Tajik PM, UNHCR regional Coordinator for CA discuss cooperation issues

DUSHANBE, March 14, 2014, Asia-Plus — Tajik Prime Minister Qohir Rasoulzoda yesterday met here with Ms. Saber Azam, UNHCR Regional Representative/Regional Coordinator for Central Asia. Subhiddin Muhiddinov, a senior consultant to Tajik president’s press service, says the two discussed issues related to expansion of cooperation between Tajikistan and the UN Refugee Agency on providing rights […]

DUSHANBE, March 14, 2014, Asia-Plus — Tajik Prime Minister Qohir Rasoulzoda yesterday met here with Ms. Saber Azam, UNHCR Regional Representative/Regional Coordinator for Central Asia.

Subhiddin Muhiddinov, a senior consultant to Tajik president’s press service, says the two discussed issues related to expansion of cooperation between Tajikistan and the UN Refugee Agency on providing rights of refugees and problems regarding providing security in the Central Asian region.

According to him, Mr. Azam highly appraised measured taken by the Government of Tajikistan to receive refugees, providing their rights of labor and education.

Tajik prime minister, for his part, expressed satisfaction with the level of cooperation between Tajikistan and the UN refugee Agency and stressed that some 2,000 foreign nationals, mostly Afghans, have been granted the status of refugee in Tajikistan so far, Muhiddinov said.

UNHCR opened an office in Tajikistan in 1993, when the country was torn by civil war two years after the country declared its independence from the Soviet Union.  That year, Tajikistan became the first country in Central Asia to accede to the 1951 Refugee Convention and its 1967 Protocol.  It was also the first country in the region to adopt national refugee legislation.  UNHCR has helped people displaced by the civil war to return home as well as assisting refugees.

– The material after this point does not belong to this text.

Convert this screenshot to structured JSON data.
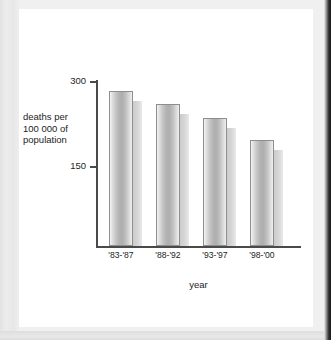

According to information posted on the UN Refugee Agency’s website, Tajikistan hosts some 4,000 refugees and asylum-seekers, mostly of Afghan origin.  They cannot choose their place of residence, as they are not allowed to live in the major cities, including Dushanbe.  In 2013, UNHCR has donated equipment and helped introduce new software that provided the Government with a modern refugee registration system.  The organization has also helped the Government to revise its citizenship law and participated in a working group that has amended the national refugee law.  Both laws are now awaiting approval by Parliament.